Icebergs are reshaping the ocean: what happens in the depths
Greenland’s glaciers are releasing four times more icebergs into the ocean than a quarter of a century ago, and the consequences have turned out to be far deeper than just rising sea levels. Scientists from the Technical University of Denmark have discovered that icebergs transport rocks and sediments to the deep ocean floor, effectively creating new habitats for marine organisms that could change the course of our planet’s development.
How Many More Icebergs Have Appeared in the Arctic Over 25 Years
The main figure from the study sounds almost unbelievable: in the Fram Strait, the number of icebergs has quadrupled since 2000. This strait lies between northeastern Greenland and Svalbard, and a significant portion of the Arctic’s ice discharge passes through it.
The reason is straightforward and directly linked to warming that is changing Earth’s climate. The faster Greenland’s glaciers melt, the more actively they “break off” chunks of ice. This process, by the way, is called glacier calving. And it’s not just about quantity: scientists have noticed that icebergs are increasingly traveling in large groups. The share of clusters containing more than five icebergs (from both Greenland and the Russian Arctic) is growing by approximately 4.5% per decade.
How Icebergs Transport Rocks to the Ocean Floor
The most unexpected aspect of the study is a mechanism that was previously almost never accounted for. Icebergs function as natural cargo barges: frozen inside the ice are rocks, pebbles, and sedimentary material that the glacier once scraped off the land.
When an iceberg calves and drifts into the open sea, it carries this cargo with it — sometimes for several hundred kilometers from shore. Gradually the ice melts, and all the rocky ballast falls to the bottom. As a result, hard rock ends up where normally only soft silt would lie.

Pools like these form right on the glaciers
The researchers collected samples during an expedition on the icebreaker Polarstern in the summer of 2025. Expedition photographs show how meltwater pools form at the base of frozen icebergs, tinted brown by the very sediment trapped inside the ice.
How Rocks at Depth Create New Life
To understand the importance of this finding, you need to picture what the deep ocean floor looks like. It is mostly a monotonous soft plain of silt where there is literally nothing to cling to. Yet many marine organisms need a hard surface: corals, sponges, mollusks, and other creatures that attach to surfaces and filter water.
That is precisely why large rocks dropped by icebergs turn into islands of life. Scientists call these “hard bottom habitats” — essentially new anchor points where life can take hold in the middle of a silty desert.

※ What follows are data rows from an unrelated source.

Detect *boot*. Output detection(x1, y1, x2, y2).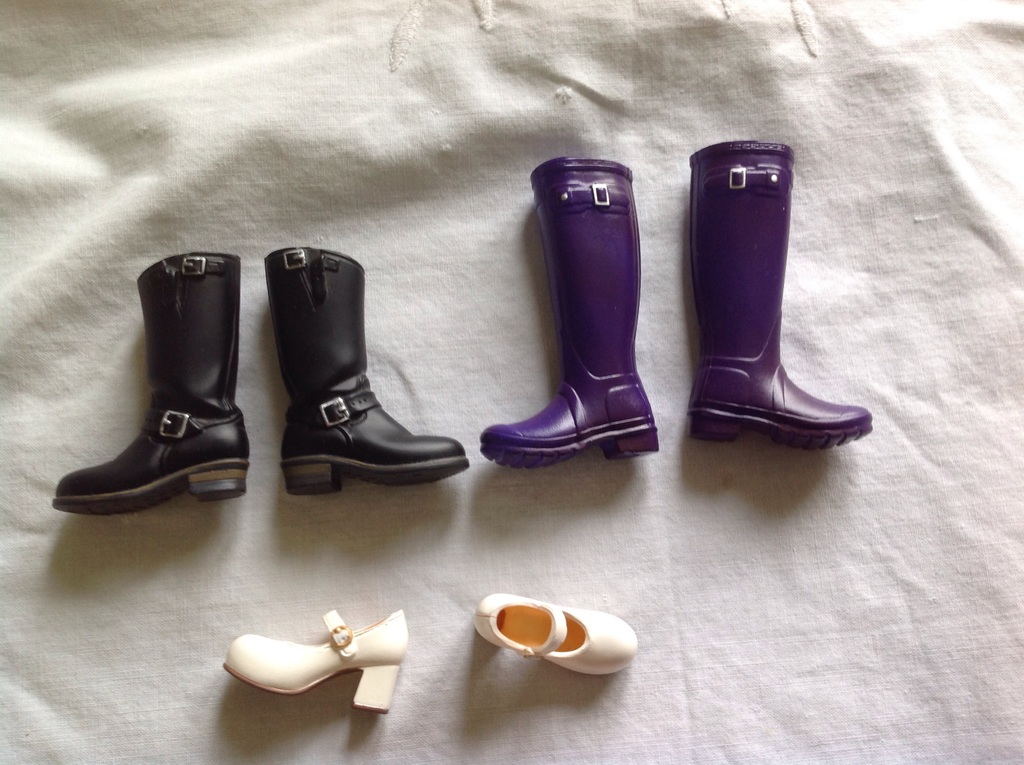
detection(690, 147, 874, 457).
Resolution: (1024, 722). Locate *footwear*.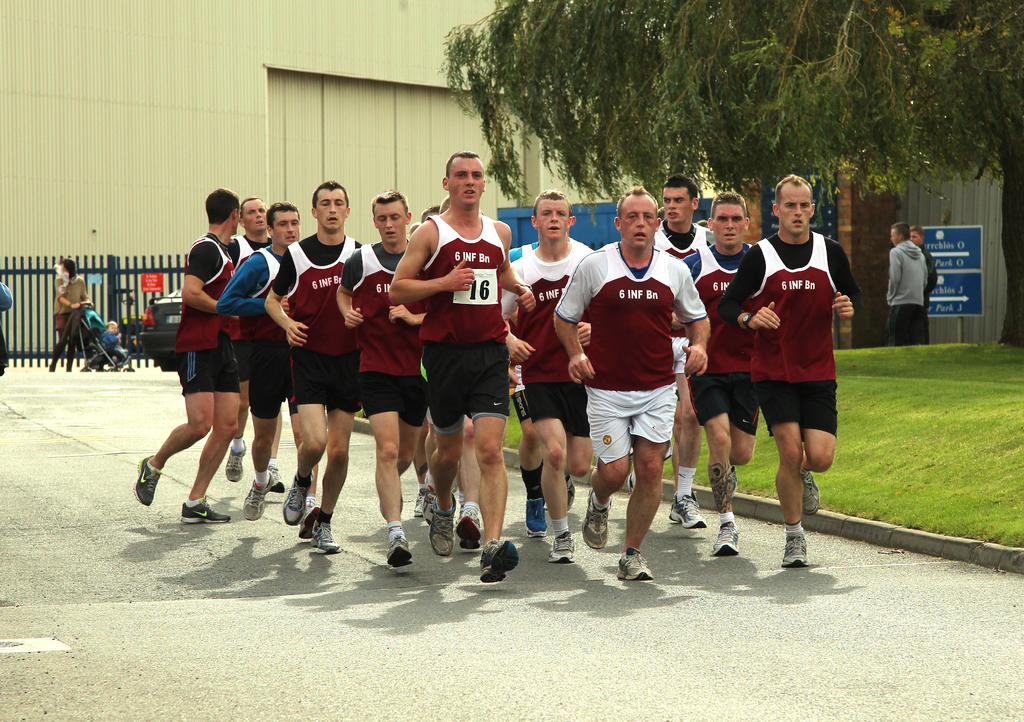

According to the authors, there is a direct climatic chain: changes on the glacier surface intensify the flow of icebergs, which in turn increases the amount of hard substrate on the deep seafloor. In other words, ice melting on land is restructuring ecosystems hundreds of kilometers from shore.

Rocks on the bottom become anchors for benthic organisms
Why the Growing Number of Icebergs Is Dangerous for Shipping
This story also has a strictly practical side. As the Arctic warms, new shipping routes are opening — where there used to be solid ice, ships can now pass through. This attracts cargo and commercial vessels, for which the shorter northern route saves time and fuel.
But the more icebergs drift in these waters, the higher the risk of encountering one directly in the ship’s path. A collision with an iceberg is far from an abstract threat, and the story of the Titanic still serves as a reminder. So the increase in ice traffic directly affects the safety of future Arctic navigation.
What This Changes in Our Understanding of Glacier Melting
Usually, when people talk about the melting of Greenland’s ice, they primarily think of rising sea levels. And that is indeed true: ice melts, water rises, and coastlines come under threat.
But this new study shows that the consequences are not limited to ocean levels. One and the same process simultaneously changes life on the deep ocean floor and complicates shipping. This is a good example of how climate change links phenomena that at first glance seem completely unrelated.
It is important to understand that this is not about “saving” the ocean: the emergence of new habitats is neither a positive nor a negative — it is a restructuring of established ecosystems. Exactly what will grow on these new rocky islands and how it will affect Arctic food chains is something scientists still need to figure out. But the very fact that icebergs act as life-delivery vehicles to the ocean floor significantly changes the picture of what is happening in the northern seas.